It's conjecture, but it's likely. Apple as a company has put a high value on user privacy, which was heavily influenced by Steve. He was also known for maintaining a high degree of personal privacy for such a public figure (for instance, refusing to put plates on his car).
This reminds me of a friend of mine who proxies all his web traffic through something which strips user agents and referrers. It's very easy for me to tell when he visits my website, because the logs show "-" for each of these fields.
>This reminds me of a friend of mine who proxies all his web traffic through something which strips user agents and referrers. It's very easy for me to tell when he visits my website, because the logs show "-" for each of these fields.
I wonder if the best strategy, then, is to figure out a very common user agent string and use that. The EFF's Panopticlick might be a good start: https://panopticlick.eff.org.
That's really interesting. It sounds like an easy way to get targeted by the people who do want to track you, though. Still -- do you have any idea what he uses for that?
Apple is a company producing consumer devices, while the others are companies offering Internet services, which is what PRISM targets. Apple has only recently had some success in the Internet services space with iCloud.
The main difference before iCloud was that you had to pay for it. I can however remember that I've had free .me account before iCloud, so even .me must have had enough users.
Well, in the NSA's eyes, that main difference is important. Free (and highly pushed by the very popular iPhone and iPad) meant people actually starting using iCloud. The cost-benefit analysis shifted tremendously from .mac/MobileMe.
It is fun to think of Steve Jobs as the lone person saying "fuck you" to the NSA. But it isn't realistic. It isn't like the other companies are run by meek people who love bending over to authorities.
I can remember that I've had a free .me account before iCloud, so I believe even .me must have had enough users: it was freely available to every iDevice user. There were millions of them fast.
How does that follow? It is not just about the cost, but the amount of utility for the NSA. There are plenty of free services that are not on the PRISM list and I am sure even Apple employees would freely admit their pre-iCloud user numbers were disappointing. They would not have bothered to rebrand the service in the first place if they had a significant userbase.
Looking at the PRISM company list, we are talking data service companies with users in the tens of millions (minus the oddball Paltalk). Apple just wasn't in that group until recently.
I find it hard to believe that the NSA didn't see one of the most valuable and popular companies in the world as a priority until 2012. I bet they were salivating as soon as the first iPhone launched.
I don't think that would effect his chances. All of our latest presidents have admitted or have been proven to do illegal drugs of some sort. Not to mention that the U.S. government has done some crazy things with drugs, especially LSD.
Having gone thru the sec clearance thing in the 90s, the third thing is if you have financial issues (like an expensive addiction with much income) and some foreign intelligence service can "help". So they're pretty interested in finances.
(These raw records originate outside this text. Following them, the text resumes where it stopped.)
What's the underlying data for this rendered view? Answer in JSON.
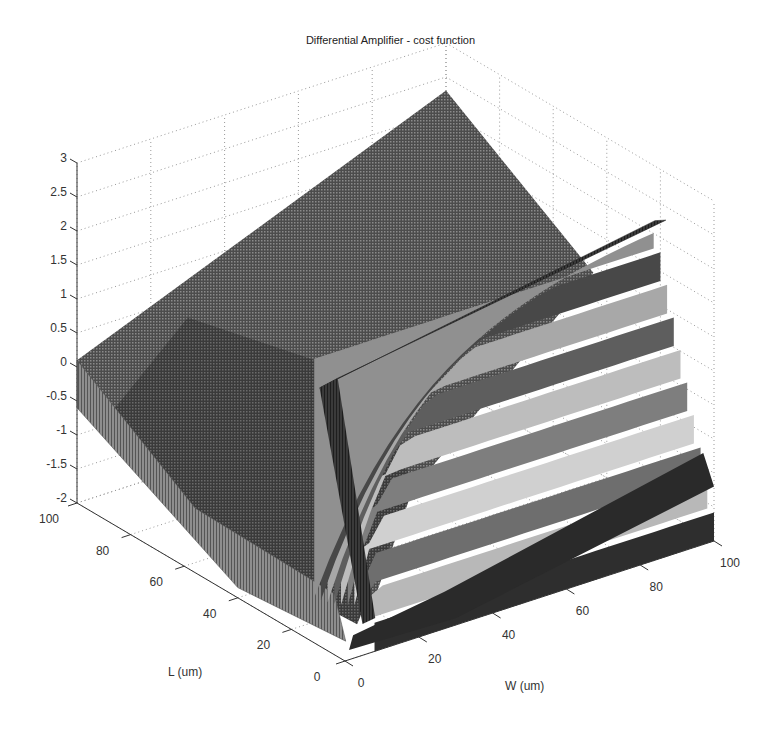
{
  "chart_data": {
    "type": "surface3d",
    "title": "Differential Amplifier - cost function",
    "xlabel": "W (um)",
    "ylabel": "L (um)",
    "zlabel": "",
    "xlim": [
      0,
      100
    ],
    "ylim": [
      0,
      100
    ],
    "zlim": [
      -2,
      3
    ],
    "xticks": [
      0,
      20,
      40,
      60,
      80,
      100
    ],
    "yticks": [
      0,
      20,
      40,
      60,
      80,
      100
    ],
    "zticks": [
      -2,
      -1.5,
      -1,
      -0.5,
      0,
      0.5,
      1,
      1.5,
      2,
      2.5,
      3
    ],
    "zticklabels": [
      "-2",
      "-1.5",
      "-1",
      "-0.5",
      "0",
      "0.5",
      "1",
      "1.5",
      "2",
      "2.5",
      "3"
    ],
    "grid": true,
    "colormap": "gray",
    "samples": [
      {
        "W": 0,
        "L": 100,
        "z": 0.1
      },
      {
        "W": 0,
        "L": 50,
        "z": -1.5
      },
      {
        "W": 5,
        "L": 5,
        "z": -2.0
      },
      {
        "W": 100,
        "L": 100,
        "z": 2.3
      },
      {
        "W": 20,
        "L": 0,
        "z": 1.2
      },
      {
        "W": 100,
        "L": 0,
        "z": 2.2
      },
      {
        "W": 100,
        "L": 30,
        "z": -0.9
      },
      {
        "W": 50,
        "L": 50,
        "z": -0.8
      }
    ]
  },
  "labels": {
    "title": "Differential Amplifier - cost function",
    "xlabel": "W (um)",
    "ylabel": "L (um)",
    "x_ticks": [
      "0",
      "20",
      "40",
      "60",
      "80",
      "100"
    ],
    "y_ticks": [
      "0",
      "20",
      "40",
      "60",
      "80",
      "100"
    ],
    "z_ticks": [
      "-2",
      "-1.5",
      "-1",
      "-0.5",
      "0",
      "0.5",
      "1",
      "1.5",
      "2",
      "2.5",
      "3"
    ]
  }
}
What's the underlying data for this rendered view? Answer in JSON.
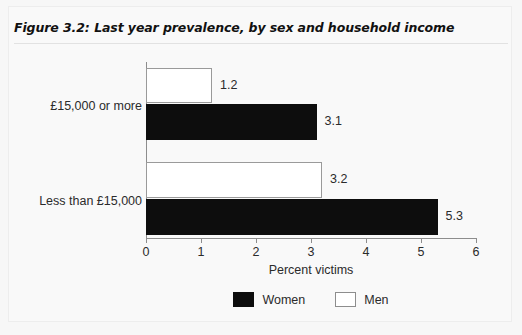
{
  "figure": {
    "number": "Figure 3.2:",
    "title": "Last year prevalence, by sex and household income"
  },
  "chart_data": {
    "type": "bar",
    "orientation": "horizontal",
    "title": "Last year prevalence, by sex and household income",
    "categories": [
      "Less than £15,000",
      "£15,000 or more"
    ],
    "series": [
      {
        "name": "Women",
        "color": "#0d0d0d",
        "values": [
          5.3,
          3.1
        ]
      },
      {
        "name": "Men",
        "color": "#ffffff",
        "values": [
          3.2,
          1.2
        ]
      }
    ],
    "xlabel": "Percent victims",
    "ylabel": "",
    "xlim": [
      0,
      6
    ],
    "xticks": [
      "0",
      "1",
      "2",
      "3",
      "4",
      "5",
      "6"
    ],
    "grid": false,
    "legend_position": "bottom",
    "data_labels": [
      "1.2",
      "3.1",
      "3.2",
      "5.3"
    ]
  },
  "legend": {
    "items": [
      {
        "label": "Women",
        "swatch": "filled-black-swatch"
      },
      {
        "label": "Men",
        "swatch": "outlined-white-swatch"
      }
    ]
  }
}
Which wouldn't have been a problem for Jobs...
A friend in college wanted to be an FBI agent, so I got to hear alot about this.
I believed they polygraphed you about drug use, and I recall that they had a threshold number of "experimental" sessions with marijuana that were ok, as long as you disclosed them during the background check and polygraph.
I remember an Australian talking about the various levels of clearance - confidential, secret negative (anything stand out in your history), secret positive (in-depth active examination of your history). He said that the process wasn't about finding dirt on you, it was about finding out if you had any dirt that could be leveraged against you. For example, if you were gay and being outed would be a problem, then that's leverage. If you didn't care and were clearly open about it, that's not leverage.
That harmonizes with my experience. I was interviewing for a "top secret" job with the US and spent some time studying the system and looking over the appeals rulings of the clearance process.
Generally, the key things were, "are you a crook? are you liable to be bribed/coerced?".
E.g. one chap was a transvestite, but the appeals court ruled that since his wife and minister knew, it wasn't something that could be leveraged against him.
Possible but unlikely. Steve Jobs was very influencial within Apple. Jobs' opinion was almost certainly a strong factor. Apple had been a leading and popular mobile phone manufacturer for many years before 2012, why wouldn't the NSA be interested in them?